Over the next couple of years Janis sank further and further into heroin abuse, but continued to make music and television appearances. In the summer of '69 she appeared at the legendary Woodstock music festival, but by the time she hit the stage after a lengthy wait she was wasted on booze and drugs. In the months leading up to her death, she began a relationship with Kris Kristofferson, and recorded one of his songs titled "Me and Bobby McGee" for an upcoming album. Alas, that album would not be released until after her death, and 'Bobby McGee' became a posthumous hit and legendary signature song.
Janis Joplin became a legend because of her talent and her timing. The talent was the obvious part.
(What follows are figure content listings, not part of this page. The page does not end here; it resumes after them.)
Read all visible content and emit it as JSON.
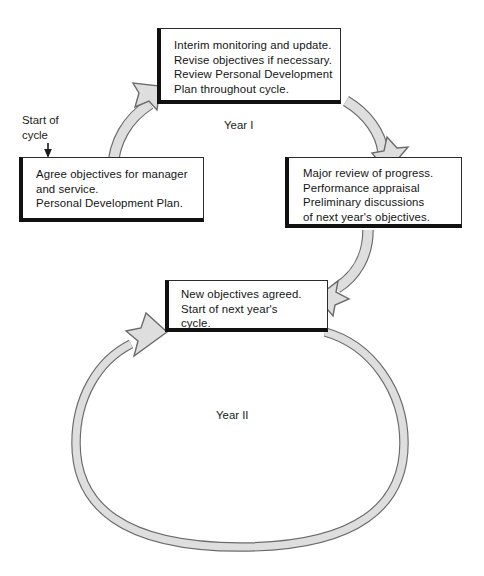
{
  "diagram": {
    "colors": {
      "ribbon_fill": "#dcdcdc",
      "ribbon_stroke": "#6b6b6b",
      "box_border": "#2b2b2b",
      "box_shadow": "#111111",
      "text": "#141414",
      "background": "#ffffff"
    },
    "boxes": [
      {
        "id": "top",
        "name": "interim-monitoring-box",
        "text": "Interim monitoring and update.\nRevise objectives if necessary.\nReview Personal Development\nPlan throughout cycle."
      },
      {
        "id": "left",
        "name": "agree-objectives-box",
        "text": "Agree objectives for manager\nand service.\nPersonal Development Plan."
      },
      {
        "id": "right",
        "name": "major-review-box",
        "text": "Major review of progress.\nPerformance appraisal\nPreliminary discussions\nof next year's objectives."
      },
      {
        "id": "bottom",
        "name": "new-objectives-box",
        "text": "New objectives agreed.\nStart of next year's\ncycle."
      }
    ],
    "labels": {
      "start_of_cycle": "Start of\ncycle",
      "year_one": "Year I",
      "year_two": "Year II"
    },
    "connectors": [
      {
        "id": "left-to-top",
        "from": "agree-objectives-box",
        "to": "interim-monitoring-box",
        "style": "curved-ribbon-arrow",
        "direction": "up-right"
      },
      {
        "id": "top-to-right",
        "from": "interim-monitoring-box",
        "to": "major-review-box",
        "style": "curved-ribbon-arrow",
        "direction": "down-right"
      },
      {
        "id": "right-to-bottom",
        "from": "major-review-box",
        "to": "new-objectives-box",
        "style": "curved-ribbon-arrow",
        "direction": "down-left"
      },
      {
        "id": "bottom-loop",
        "from": "new-objectives-box",
        "to": "new-objectives-box",
        "style": "large-circular-ribbon-arrow",
        "direction": "counter-clockwise"
      },
      {
        "id": "entry-arrow",
        "from": "start_of_cycle_label",
        "to": "agree-objectives-box",
        "style": "thin-elbow-arrow",
        "direction": "down"
      }
    ]
  }
}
The timing involved her particular emergence during a counter-culture revolution for a certain segment of America that embraced drugs, booze, free love, personal irresponsibility, and folk-rock music. That her talent didn't last longer was a direct result of those very same excesses and quirks that enamored her to her fan base during her times.
Joplin's tattoo's, a wristlet and a heart on her breast, became signatures and led to some mainstream acceptance of the art form. Her scarves, beads, and zany hairstyles became as much a part of her image as the drugs and her powerful, gravely voice. Had Janis somehow made it through this period of her life intact, and ultimately lived a normal lifetime, she would be 65 years old right now. Can anyone imagine an aging Joplin still belting out "Piece of My Heart" or "Me and Bobby McGee" as an older woman? That may be a hard image to bring to mind. But more importantly, how much more could Janis Joplin have brought to her public, to us all.
The sad lesson of Janis Joplin's life in the end is not how brightly a star can burn, but how quickly it can be extinguished, especially by it's own means. Is Janis Joplin a lead singer again in some Rock and Roll Heaven? Who knows. But we know this, she died of her own accord, from too much booze and too many drugs, alone on the floor of a dingy California hotel room.